I have nothing pinned to my forehead. It may seem that way, because the bump there is quite conspicuous. I don't know how it got there. But a few days later, I will see the beginning of a horn. A rhinoceros horn, to be precise. I had been warned that such a thing could happen. There was a lot of that going around. People were turning into rhinoceroses. There had even been a play about it. Warning people. You might become a rhinoceros. Symptoms included a morbid compulsion to agree with everything ratified by a central authority. It was worse than Covid. Masks were of little avail. They called it a pandemic. And then it became normal.
Me?
I’m a poet. I’m equipped to do anything. Except make money. Or build a sauna.

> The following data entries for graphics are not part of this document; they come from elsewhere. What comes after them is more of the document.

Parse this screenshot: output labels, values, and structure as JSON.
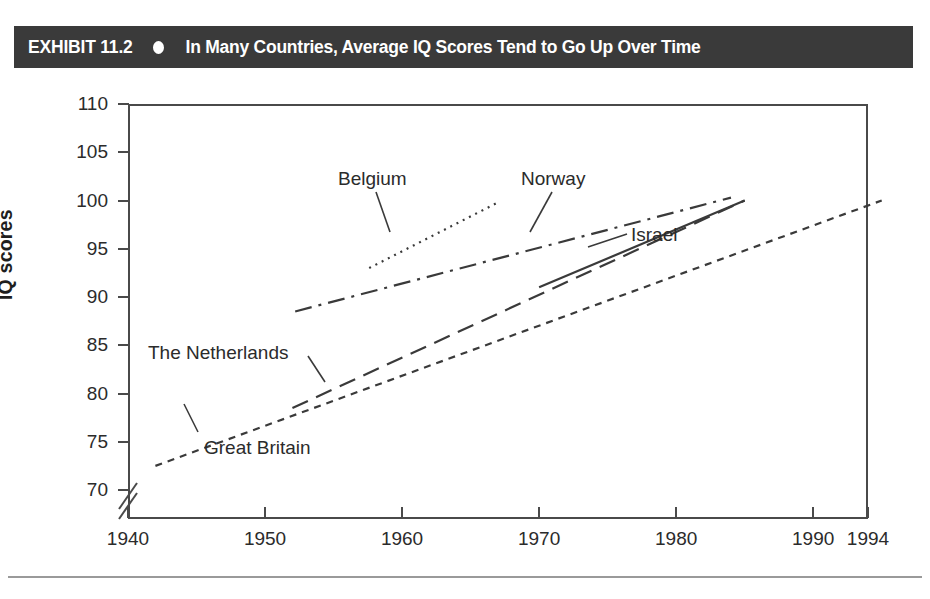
{
  "header": {
    "exhibit_label": "EXHIBIT 11.2",
    "bullet_icon": "filled-circle-icon",
    "title": "In Many Countries, Average IQ Scores Tend to Go Up Over Time",
    "bar_color": "#3a3a3a",
    "text_color": "#ffffff"
  },
  "chart_data": {
    "type": "line",
    "title": "In Many Countries, Average IQ Scores Tend to Go Up Over Time",
    "xlabel": "",
    "ylabel": "IQ scores",
    "xlim": [
      1940,
      1994
    ],
    "ylim": [
      70,
      110
    ],
    "ytick_labels": [
      "110",
      "105",
      "100",
      "95",
      "90",
      "85",
      "80",
      "75",
      "70"
    ],
    "yticks": [
      110,
      105,
      100,
      95,
      90,
      85,
      80,
      75,
      70
    ],
    "xtick_labels": [
      "1940",
      "1950",
      "1960",
      "1970",
      "1980",
      "1990",
      "1994"
    ],
    "xticks": [
      1940,
      1950,
      1960,
      1970,
      1980,
      1990,
      1994
    ],
    "grid": false,
    "legend": "inline-annotations",
    "y_axis_break": true,
    "series": [
      {
        "name": "Great Britain",
        "style": "short-dash",
        "x": [
          1942,
          1995
        ],
        "values": [
          72.5,
          100.0
        ],
        "label_position": "below-line-left"
      },
      {
        "name": "The Netherlands",
        "style": "long-dash",
        "x": [
          1952,
          1985
        ],
        "values": [
          78.5,
          100.0
        ],
        "label_position": "above-line-left"
      },
      {
        "name": "Norway",
        "style": "dash-dot",
        "x": [
          1952.2,
          1984
        ],
        "values": [
          88.5,
          100.3
        ],
        "label_position": "above-line"
      },
      {
        "name": "Belgium",
        "style": "dotted",
        "x": [
          1957.6,
          1967
        ],
        "values": [
          93.0,
          99.8
        ],
        "label_position": "above-line"
      },
      {
        "name": "Israel",
        "style": "solid",
        "x": [
          1970,
          1985
        ],
        "values": [
          91.0,
          100.0
        ],
        "label_position": "right-of-line"
      }
    ],
    "annotations": [
      {
        "text": "Belgium",
        "x": 1957,
        "y": 101.5
      },
      {
        "text": "Norway",
        "x": 1974,
        "y": 101.5
      },
      {
        "text": "Israel",
        "x": 1983,
        "y": 96.0
      },
      {
        "text": "The Netherlands",
        "x": 1942,
        "y": 84.0
      },
      {
        "text": "Great Britain",
        "x": 1947,
        "y": 72.5
      }
    ]
  },
  "axis": {
    "y_title": "IQ scores",
    "break_icon": "axis-break-icon"
  }
}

Or split the atom. Or serve caviar at a multibillionaire’s wedding. Calling
oneself a poet is a very odd thing to do these days. I prefer to keep the whole
thing quiet. It's like having something scandalous in your past, three years in
San Quentin for armed robbery, or fraud, or years in rehab recovering from an
embarrassing addiction. When, in fact, the addiction is poetry. And literature
is dying. Ok. Enough of that. How about you? What’s going on in your circus?

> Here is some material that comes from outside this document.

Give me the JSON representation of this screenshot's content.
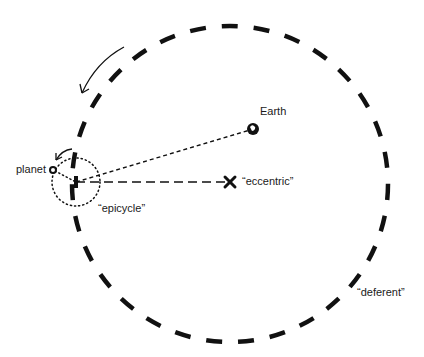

Please don’t say bitcoin. I apologize for the judgments. If I’m overly pellucid
at times, it’s not you, it’s the billboards. They seem sad, and anachronistic.
Like the Yellow Pages. I loved the Yellow Pages. No robots with whom to argue
before you can talk to a human. I’m Ice Age. I’m not built for apps. In my day,
you decompressed in a bar, or a tavern, and went home in a fog of philosophy
and stupefaction. The seedier bars had a weird glamour. And the air held different
omens. Potential was the color of propane, and it welded incongruities into
airships for a rescue mission in the impending zombie apocalypse.
I
don’t know. I think I could build a sauna. Given the right tools. Some
easy-to-read instructions. With beautiful, multi-colored illustrations. A warm
room. With lots of space. And a big couch. A really seasoned davenport. With
wine stains and loose change and popcorn under the cushions. Or rather, say, a
workshop, like the one might dad always had. It was wherever we went, like he
carried it in his back pocket, ban saw, table saw, pipe clamps, chisels, jig
saw. It had different smells. Paint. Turpentine. Sawdust. The sawdust was
ubiquitous. Given those circumstances I might be tempted to build a sauna. But
do I need a sauna? Do I want a sauna? I don’t even know how it came up. What
put sauna in my head? What puts anything in my head? Besides poetry. And propaganda.
Poetry is the propaganda seeping into our lives from another dimension.
I like examples of things. If someone tells me there is a spoon that can bend the mind, I find it credible, and have no difficulty believing it. Anyone who has had a scoop of ice cream has felt a spoon bend their mind. But if someone tells me that objectivity is nothing but a play of the mind, I will ask for their credentials, and ask to see an example. If I’m told that 1 + 1 equals two, I will ask, where is the mind in all this? They may tell me that one perception must immediately and directly lead to a further perception. It’s the play of a mind that shows whether a mind is there at all. And I’ll answer ok, sure. What’s the next perception? Where is it? And if they hand me a ticket to purgatory, I will consider the possibility of being punked. And because the mind is sister to the brother of amusement park rides, I will go about things pell-mell. And right here, where the next sentence is to be born, I will find another perception. Right there, in those swift currents of syllables we call a brassiere. Nothing but frills and nonsense. Imagine a postage stamp that is pure thought. Pure thought with glue on the back. I think it is in this sense, this particular glimpse, this extraordinary percept, that we will find what we’re looking for. A play of mind. Right here. Where the work comes in, setting up chairs, making coffee, and mumbling lines from Hamlet.